SI
SI
discoversearch

We've detected that you're using an ad content blocking browser plug-in or feature. Ads provide a critical source of revenue to the continued operation of Silicon Investor.  We ask that you disable ad blocking while on Silicon Investor in the best interests of our community.  If you are not using an ad blocker but are still receiving this message, make sure your browser's tracking protection is set to the 'standard' level.
Gold/Mining/Energy : At a bottom now for gold? -- Ignore unavailable to you. Want to Upgrade?


To: William Peavey who wrote (864)11/2/1997 8:13:00 PM
From: John Barendrecht  Read Replies (2) | Respond to of 1911
 
We deal with a Swiss company on a continuing basis, so we watch the currency closely. About 2 years ago when I was there, it cost me C$1.29 to buy a Swiss Franc, last week the cost was 80 cents. So, I am not sure what you mean with "their currency driven even higher". We could have saved $1.5 million by waiting a couple of years to make a purchase.
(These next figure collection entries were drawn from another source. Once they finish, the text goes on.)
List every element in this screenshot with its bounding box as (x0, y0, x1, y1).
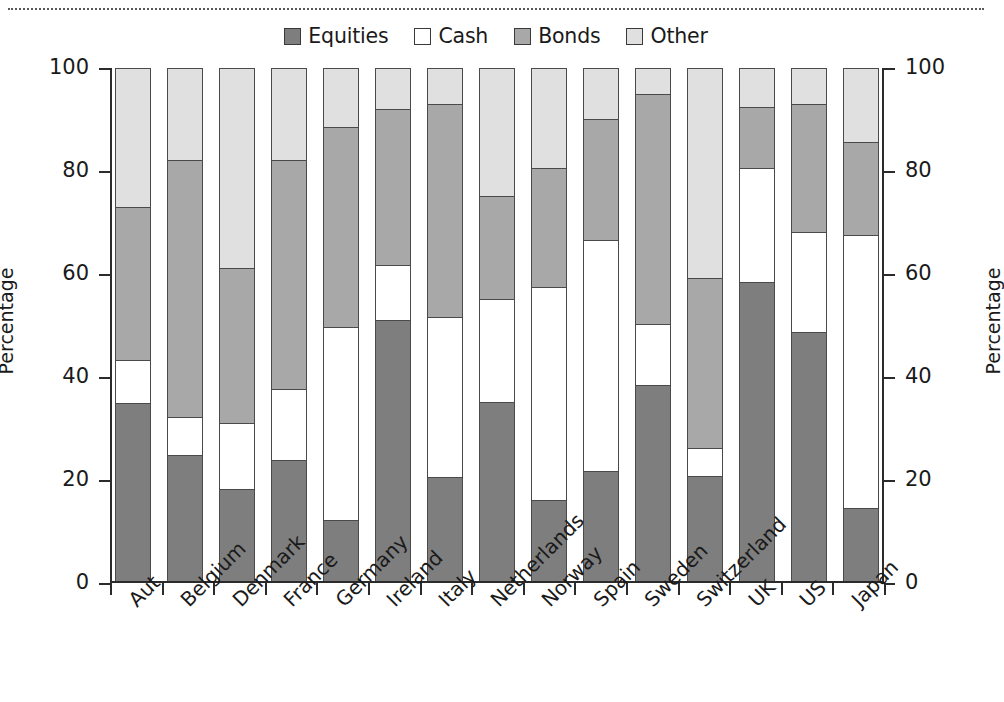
legend-item-equities[interactable]: Equities (284, 26, 388, 47)
legend-item-other[interactable]: Other (626, 26, 707, 47)
bar-segment-equities (167, 455, 203, 581)
y-tick-mark-right (884, 480, 895, 482)
legend-label: Other (650, 26, 707, 47)
y-axis-title-right: Percentage (982, 268, 1004, 375)
bar-segment-other (427, 68, 463, 104)
y-tick-label-left: 60 (62, 263, 89, 284)
bar-segment-equities (479, 402, 515, 581)
y-tick-label-right: 20 (905, 469, 932, 490)
bar-italy[interactable] (427, 68, 463, 581)
bar-segment-bonds (219, 268, 255, 422)
legend-item-bonds[interactable]: Bonds (514, 26, 600, 47)
bar-sweden[interactable] (635, 68, 671, 581)
bar-segment-other (739, 68, 775, 106)
legend-swatch-bonds (514, 28, 531, 45)
bar-segment-cash (219, 423, 255, 489)
bar-segment-bonds (115, 207, 151, 361)
bar-segment-equities (115, 403, 151, 581)
bar-segment-bonds (427, 104, 463, 317)
bar-norway[interactable] (531, 68, 567, 581)
y-tick-mark-right (884, 377, 895, 379)
bar-us[interactable] (791, 68, 827, 581)
y-tick-mark-right (884, 274, 895, 276)
y-tick-label-left: 0 (76, 572, 89, 593)
plot-region (110, 68, 884, 583)
bar-segment-cash (531, 287, 567, 500)
y-tick-mark-left (99, 583, 110, 585)
y-tick-label-right: 0 (905, 572, 918, 593)
bar-segment-cash (635, 324, 671, 386)
bar-segment-other (843, 68, 879, 142)
x-tick-mark (832, 583, 834, 595)
bar-segment-bonds (167, 160, 203, 417)
y-tick-label-right: 100 (905, 57, 945, 78)
legend-label: Bonds (538, 26, 600, 47)
x-tick-mark (110, 583, 112, 595)
bar-spain[interactable] (583, 68, 619, 581)
bar-segment-bonds (791, 104, 827, 232)
bar-france[interactable] (271, 68, 307, 581)
y-tick-label-right: 40 (905, 366, 932, 387)
legend-swatch-equities (284, 28, 301, 45)
bar-switzerland[interactable] (687, 68, 723, 581)
bar-netherlands[interactable] (479, 68, 515, 581)
legend-item-cash[interactable]: Cash (414, 26, 488, 47)
bar-segment-other (531, 68, 567, 168)
bar-segment-other (115, 68, 151, 207)
bar-segment-bonds (843, 142, 879, 234)
bar-segment-other (479, 68, 515, 196)
bar-belgium[interactable] (167, 68, 203, 581)
bar-segment-other (323, 68, 359, 127)
bar-germany[interactable] (323, 68, 359, 581)
legend-swatch-cash (414, 28, 431, 45)
bar-segment-equities (635, 385, 671, 581)
bar-segment-other (271, 68, 307, 160)
bar-segment-bonds (531, 168, 567, 287)
bar-group (112, 68, 882, 581)
bar-segment-cash (323, 327, 359, 520)
bar-segment-bonds (323, 127, 359, 327)
bar-segment-cash (271, 389, 307, 460)
bar-segment-other (219, 68, 255, 268)
bar-aut[interactable] (115, 68, 151, 581)
bar-segment-cash (115, 360, 151, 403)
bar-segment-cash (687, 448, 723, 476)
bar-segment-other (791, 68, 827, 104)
y-tick-label-right: 80 (905, 160, 932, 181)
y-tick-mark-left (99, 480, 110, 482)
bar-uk[interactable] (739, 68, 775, 581)
bar-segment-other (635, 68, 671, 94)
bar-segment-cash (843, 235, 879, 508)
top-divider (8, 8, 984, 10)
bar-segment-bonds (583, 119, 619, 240)
x-axis-labels: AutBelgiumDenmarkFranceGermanyIrelandIta… (110, 596, 884, 702)
bar-segment-other (583, 68, 619, 119)
y-tick-label-left: 100 (49, 57, 89, 78)
y-tick-label-left: 20 (62, 469, 89, 490)
chart-legend: EquitiesCashBondsOther (0, 26, 992, 47)
bar-denmark[interactable] (219, 68, 255, 581)
bar-segment-bonds (479, 196, 515, 299)
bar-segment-equities (791, 332, 827, 581)
y-tick-label-left: 40 (62, 366, 89, 387)
y-tick-mark-right (884, 171, 895, 173)
bar-segment-cash (739, 168, 775, 282)
bar-japan[interactable] (843, 68, 879, 581)
bar-segment-bonds (687, 278, 723, 448)
bar-segment-bonds (271, 160, 307, 388)
bar-segment-cash (375, 265, 411, 321)
bar-segment-cash (479, 299, 515, 402)
bar-segment-bonds (739, 107, 775, 169)
y-tick-mark-left (99, 377, 110, 379)
legend-label: Cash (438, 26, 488, 47)
chart-area: Percentage Percentage 002020404060608080… (0, 60, 992, 590)
y-tick-mark-left (99, 68, 110, 70)
y-axis-title-left: Percentage (0, 268, 17, 375)
legend-label: Equities (308, 26, 388, 47)
bar-ireland[interactable] (375, 68, 411, 581)
y-tick-label-right: 60 (905, 263, 932, 284)
bar-segment-bonds (375, 109, 411, 264)
y-tick-mark-left (99, 171, 110, 173)
bar-segment-bonds (635, 94, 671, 324)
y-tick-mark-left (99, 274, 110, 276)
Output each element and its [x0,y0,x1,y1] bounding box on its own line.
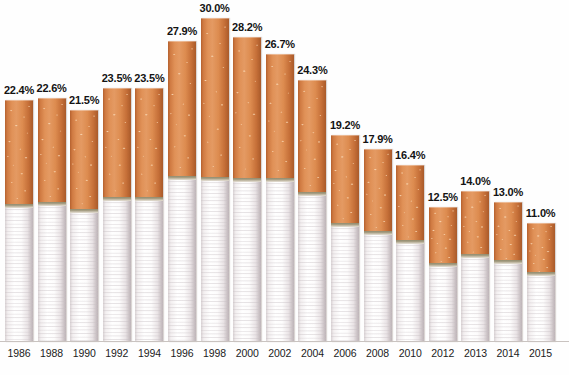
cigarette-filter [364,149,392,235]
bar-value-label: 30.0% [199,2,229,14]
cigarette-band [233,178,261,182]
bar-value-label: 27.9% [167,25,197,37]
cigarette-band [396,240,424,244]
x-axis-tick-label: 1988 [40,347,63,359]
cigarette-band [201,177,229,181]
bar-value-label: 26.7% [265,38,295,50]
cigarette-bar[interactable] [331,135,359,342]
cigarette-bar[interactable] [168,41,196,342]
bar-value-label: 21.5% [69,94,99,106]
x-axis-tick-label: 2015 [529,347,552,359]
bar-group [266,1,294,342]
cigarette-paper [135,200,163,342]
x-axis-tick-label: 2004 [301,347,324,359]
bar-group [298,1,326,342]
bar-value-label: 23.5% [102,72,132,84]
cigarette-paper [461,257,489,342]
bar-group [364,1,392,342]
bar-value-label: 19.2% [330,119,360,131]
cigarette-bar-chart: 22.4%22.6%21.5%23.5%23.5%27.9%30.0%28.2%… [0,0,569,375]
cigarette-band [38,202,66,206]
cigarette-band [168,176,196,180]
cigarette-bar[interactable] [70,110,98,342]
cigarette-bar[interactable] [38,98,66,342]
x-axis-tick-label: 2010 [399,347,422,359]
cigarette-bar[interactable] [233,37,261,342]
x-axis-tick-label: 2013 [464,347,487,359]
cigarette-paper [429,266,457,342]
cigarette-bar[interactable] [364,149,392,342]
cigarette-paper [396,243,424,342]
cigarette-filter [429,207,457,267]
cigarette-paper [5,207,33,342]
bar-group [168,1,196,342]
cigarette-filter [266,54,294,182]
cigarette-bar[interactable] [396,165,424,342]
cigarette-band [266,178,294,182]
cigarette-filter [298,80,326,196]
x-axis-tick-label: 2002 [268,347,291,359]
cigarette-filter [168,41,196,181]
x-axis-labels: 1986198819901992199419961998200020022004… [0,343,569,375]
bar-group [331,1,359,342]
cigarette-paper [364,234,392,342]
cigarette-filter [396,165,424,244]
x-axis-tick-label: 2006 [334,347,357,359]
bar-group [38,1,66,342]
cigarette-band [527,272,555,276]
x-axis-tick-label: 1998 [203,347,226,359]
cigarette-bar[interactable] [5,100,33,342]
cigarette-bar[interactable] [135,88,163,342]
bar-group [135,1,163,342]
bar-value-label: 13.0% [493,186,523,198]
cigarette-paper [233,181,261,342]
cigarette-paper [266,181,294,342]
bar-group [396,1,424,342]
x-axis-tick-label: 2014 [497,347,520,359]
cigarette-filter [233,37,261,181]
bar-value-label: 12.5% [428,191,458,203]
cigarette-paper [201,180,229,342]
bar-group [201,1,229,342]
bar-group [527,1,555,342]
x-axis-tick-label: 1990 [73,347,96,359]
bar-value-label: 22.6% [36,82,66,94]
x-axis-tick-label: 1996 [171,347,194,359]
cigarette-bar[interactable] [461,191,489,342]
cigarette-filter [70,110,98,213]
cigarette-bar[interactable] [429,207,457,342]
cigarette-band [103,197,131,201]
cigarette-bar[interactable] [103,88,131,342]
cigarette-bar[interactable] [527,223,555,342]
cigarette-paper [298,195,326,342]
x-axis-tick-label: 2000 [236,347,259,359]
cigarette-bar[interactable] [298,80,326,342]
cigarette-band [331,223,359,227]
cigarette-paper [331,226,359,342]
cigarette-filter [527,223,555,276]
plot-area: 22.4%22.6%21.5%23.5%23.5%27.9%30.0%28.2%… [0,0,569,342]
cigarette-band [461,254,489,258]
cigarette-filter [38,98,66,206]
cigarette-band [298,192,326,196]
cigarette-paper [494,263,522,342]
cigarette-band [494,260,522,264]
cigarette-bar[interactable] [266,54,294,342]
cigarette-paper [70,212,98,342]
cigarette-filter [461,191,489,259]
cigarette-filter [331,135,359,227]
bar-group [429,1,457,342]
bar-value-label: 23.5% [134,72,164,84]
cigarette-bar[interactable] [494,202,522,342]
bar-group [5,1,33,342]
x-axis-tick-label: 1994 [138,347,161,359]
cigarette-filter [5,100,33,207]
x-axis-baseline [0,341,569,342]
bar-group [103,1,131,342]
cigarette-filter [135,88,163,201]
cigarette-paper [168,179,196,342]
cigarette-band [364,231,392,235]
cigarette-bar[interactable] [201,18,229,342]
bar-value-label: 11.0% [526,207,556,219]
x-axis-tick-label: 1992 [105,347,128,359]
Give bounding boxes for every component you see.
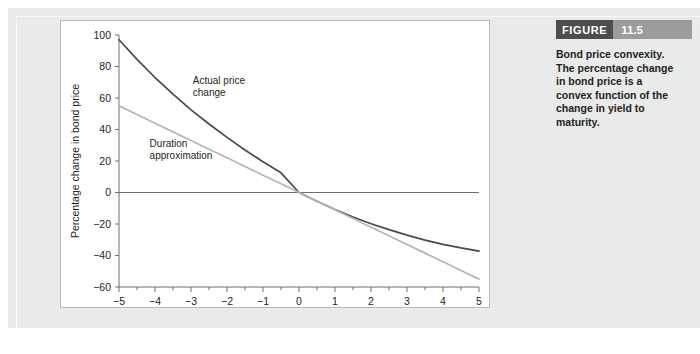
chart-annotation: change <box>193 87 226 98</box>
x-tick-label: 1 <box>332 295 338 307</box>
y-tick-label: 0 <box>105 186 111 198</box>
x-tick-label: 0 <box>296 295 302 307</box>
figure-label: FIGURE <box>556 20 613 39</box>
y-tick-label: 40 <box>99 123 111 135</box>
chart-annotation: approximation <box>150 150 213 161</box>
chart-plot-card: −60−40−20020406080100−5−4−3−2−1012345Act… <box>60 20 490 308</box>
x-tick-label: 2 <box>368 295 374 307</box>
figure-number: 11.5 <box>613 20 692 39</box>
x-tick-label: −4 <box>149 295 161 307</box>
y-tick-label: −20 <box>93 218 111 230</box>
x-tick-label: 4 <box>440 295 446 307</box>
x-tick-label: −1 <box>257 295 269 307</box>
figure-caption-text: Bond price convexity. The percentage cha… <box>556 48 678 130</box>
x-tick-label: −5 <box>113 295 125 307</box>
y-axis-title: Percentage change in bond price <box>69 84 81 238</box>
x-tick-label: −2 <box>221 295 233 307</box>
y-tick-label: 100 <box>93 29 111 41</box>
x-tick-label: −3 <box>185 295 197 307</box>
convexity-line-chart: −60−40−20020406080100−5−4−3−2−1012345Act… <box>61 21 489 307</box>
y-tick-label: 20 <box>99 155 111 167</box>
y-tick-label: −60 <box>93 281 111 293</box>
y-tick-label: −40 <box>93 249 111 261</box>
figure-page: −60−40−20020406080100−5−4−3−2−1012345Act… <box>0 0 700 354</box>
y-tick-label: 80 <box>99 60 111 72</box>
x-tick-label: 3 <box>404 295 410 307</box>
y-tick-label: 60 <box>99 92 111 104</box>
figure-caption-block: FIGURE 11.5 Bond price convexity. The pe… <box>556 20 692 130</box>
chart-annotation: Duration <box>150 138 188 149</box>
x-tick-label: 5 <box>476 295 482 307</box>
chart-annotation: Actual price <box>193 75 246 86</box>
figure-header: FIGURE 11.5 <box>556 20 692 39</box>
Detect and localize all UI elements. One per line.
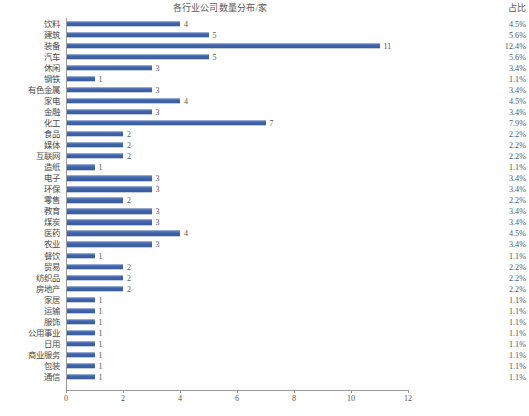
bar[interactable] xyxy=(66,242,152,247)
x-tick-mark xyxy=(294,390,295,393)
percent-column-header: 占比 xyxy=(508,1,526,14)
bar-value-label: 4 xyxy=(180,19,188,28)
category-label: 电子 xyxy=(0,174,62,183)
bar[interactable] xyxy=(66,341,95,346)
bar[interactable] xyxy=(66,98,180,103)
bar-value-label: 1 xyxy=(95,163,103,172)
bar[interactable] xyxy=(66,198,123,203)
x-tick-mark xyxy=(237,390,238,393)
bar-value-label: 3 xyxy=(152,107,160,116)
bar-row: 家居11.1% xyxy=(0,294,529,305)
bar[interactable] xyxy=(66,209,152,214)
category-label: 有色金属 xyxy=(0,85,62,94)
category-label: 农业 xyxy=(0,240,62,249)
bar[interactable] xyxy=(66,187,152,192)
bar[interactable] xyxy=(66,21,180,26)
bar[interactable] xyxy=(66,43,380,48)
category-label: 休闲 xyxy=(0,63,62,72)
bar-value-label: 2 xyxy=(123,284,131,293)
bar-row: 饮料44.5% xyxy=(0,18,529,29)
bar-value-label: 3 xyxy=(152,63,160,72)
bar-track: 11 xyxy=(66,40,408,51)
bar[interactable] xyxy=(66,87,152,92)
bar-track: 1 xyxy=(66,162,408,173)
bar-track: 5 xyxy=(66,29,408,40)
bar-row: 汽车55.6% xyxy=(0,51,529,62)
bar-value-label: 1 xyxy=(95,361,103,370)
bar[interactable] xyxy=(66,142,123,147)
category-label: 媒体 xyxy=(0,141,62,150)
percent-value: 3.4% xyxy=(509,185,526,194)
bar-track: 7 xyxy=(66,117,408,128)
bar-track: 1 xyxy=(66,73,408,84)
category-label: 运输 xyxy=(0,306,62,315)
percent-value: 4.5% xyxy=(509,19,526,28)
bar[interactable] xyxy=(66,253,95,258)
percent-value: 1.1% xyxy=(509,163,526,172)
bar[interactable] xyxy=(66,164,95,169)
category-label: 通信 xyxy=(0,373,62,382)
bar[interactable] xyxy=(66,175,152,180)
category-label: 房地产 xyxy=(0,284,62,293)
bar[interactable] xyxy=(66,352,95,357)
category-label: 包装 xyxy=(0,361,62,370)
bar[interactable] xyxy=(66,65,152,70)
x-tick-label: 6 xyxy=(235,394,239,403)
category-label: 互联网 xyxy=(0,152,62,161)
bar[interactable] xyxy=(66,120,266,125)
bar-value-label: 1 xyxy=(95,328,103,337)
x-tick-label: 4 xyxy=(178,394,182,403)
percent-value: 5.6% xyxy=(509,30,526,39)
bar[interactable] xyxy=(66,153,123,158)
bar-value-label: 1 xyxy=(95,306,103,315)
x-tick-mark xyxy=(408,390,409,393)
bar[interactable] xyxy=(66,308,95,313)
percent-value: 2.2% xyxy=(509,262,526,271)
bar[interactable] xyxy=(66,32,209,37)
bar[interactable] xyxy=(66,319,95,324)
bar-track: 2 xyxy=(66,151,408,162)
bar-value-label: 1 xyxy=(95,339,103,348)
bar[interactable] xyxy=(66,231,180,236)
bar-row: 通信11.1% xyxy=(0,372,529,383)
bar-track: 4 xyxy=(66,18,408,29)
x-tick-label: 0 xyxy=(64,394,68,403)
bar[interactable] xyxy=(66,374,95,379)
bar-value-label: 11 xyxy=(380,41,392,50)
bar[interactable] xyxy=(66,220,152,225)
bar[interactable] xyxy=(66,264,123,269)
percent-value: 1.1% xyxy=(509,295,526,304)
percent-value: 3.4% xyxy=(509,107,526,116)
bar[interactable] xyxy=(66,286,123,291)
bar[interactable] xyxy=(66,363,95,368)
bar-row: 医药44.5% xyxy=(0,228,529,239)
bar[interactable] xyxy=(66,109,152,114)
bar[interactable] xyxy=(66,131,123,136)
bar-value-label: 4 xyxy=(180,96,188,105)
bar-value-label: 4 xyxy=(180,229,188,238)
x-tick-label: 2 xyxy=(121,394,125,403)
bar-row: 贸易22.2% xyxy=(0,261,529,272)
bar-row: 商业服务11.1% xyxy=(0,349,529,360)
bar-value-label: 5 xyxy=(209,30,217,39)
bar-track: 5 xyxy=(66,51,408,62)
bar-row: 农业33.4% xyxy=(0,239,529,250)
bar[interactable] xyxy=(66,297,95,302)
category-label: 纺织品 xyxy=(0,273,62,282)
bar-value-label: 3 xyxy=(152,174,160,183)
bar[interactable] xyxy=(66,54,209,59)
bar-row: 有色金属33.4% xyxy=(0,84,529,95)
bar-row: 造纸11.1% xyxy=(0,162,529,173)
category-label: 日用 xyxy=(0,339,62,348)
bar-track: 1 xyxy=(66,316,408,327)
bar-track: 3 xyxy=(66,184,408,195)
bar-track: 1 xyxy=(66,372,408,383)
bar-row: 金融33.4% xyxy=(0,106,529,117)
bar[interactable] xyxy=(66,76,95,81)
bar[interactable] xyxy=(66,275,123,280)
bar-value-label: 3 xyxy=(152,185,160,194)
percent-value: 1.1% xyxy=(509,74,526,83)
bar[interactable] xyxy=(66,330,95,335)
bar-track: 3 xyxy=(66,62,408,73)
bar-row: 教育33.4% xyxy=(0,206,529,217)
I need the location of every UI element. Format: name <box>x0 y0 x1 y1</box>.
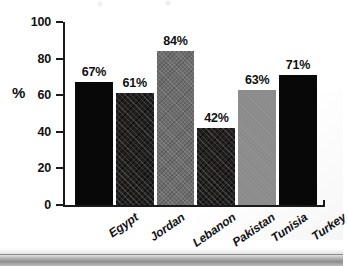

To: William Peavey who wrote (864)11/4/1997 1:42:00 AM
From: Eakole  Read Replies (2) | Respond to of 1911
 
William,
Thank you for your insight. It is essencial that these observations be moved into the public's consciousness so that these injustices are addressed and remedied, not so much for our generation but for those of our posterity. In answer to the pivitol question <When will we reach a bottom for gold?> I submit the following . . .
Free markets in all commodities are dependent on the character of the buyer and the seller. When the character of the seller is questionable, the integrity of that commodity falls under the same scrutiny and caution as we would give to its owner.
When the Japanese tried to control the transistor market, they "dumped" transistors at prices so low that they drove profits motivated producers out of the market. In so doing they created for themselves a virtual monopoly freeing them to raise the price of transistors beyond what the competitive market could bear.
Modern day gold sales fall into the same category as "dumping" with one major difference.
Bank monopolies oblige us, as law-abiding citizens, to use debt instruments as the medium of exchange although the constitution does not arrange to mandate such a tyrannical demand. On the contrary, the Constitution provides the foundation for gold as the monetary instrument of choice in the settlement of debts. In transistors we broke the Japanese monopoly by making them better and cheaper. Nevertheless, we cannot make our own currency as we would be in defiance of the existing laws, however unlawful they may be.
Paper money is a derivative of monetary gold and silver designed to be used as a personal and commercial convenience. It was to be supported by a monetary equivalent held by the bank issuing the promissory paper. That paper was to be redeemed upon demand with the <backing> held by the bank.
Historically, governments and banks have always manipulated paper money in their own cause and to the impoverishment of the people. I personally see no difference between the scams perpetrated by Bre-X and Delgratia and the scam presently unfolding in the world's currencies with the dumping of gold on the world markets. The banks and politicians will always bring gold's value and integrity to question so they may increase and perpetuate their power and wealth. This is true for two fundamental reasons; Firstly, the printing of paper money creates wealth out of nothing. Secondly, paper money is a debt that puts us all in a state of perpetual dependency and a stake in the survival of the powers that created it.
Some reasons why banks and politicians wish to destroy gold's utility is because Gold carries its own value, it is independent of governments and politicians and it is the choice of people who value their independence. Gold keeps us free.
Paper derivatives (dollars, paper gold, or plastic conveniences) is nothing more than representations or abstracts of the real thing.
Most Americans have had gold and silver removed from their experience and erased from their memory. However, the one positive feature is that the populations of the rest of the world have not, and it will be from them that monetary reality will again reassert itself.
When will we reach a bottom for gold? When we see the "paper" structures for frauds that they are. Once that happens the collapse of monetary derivatives will be as rapid as the economic, monetary and market collapses in Japanese, Soviet, Mexican and Asian experiences have recently shown.
I believe that when any nation sells its gold for paper, it is an act of desperation. It is as though one would prefer to cannibalize its own body to survive within a lie, than to return whole, into reality.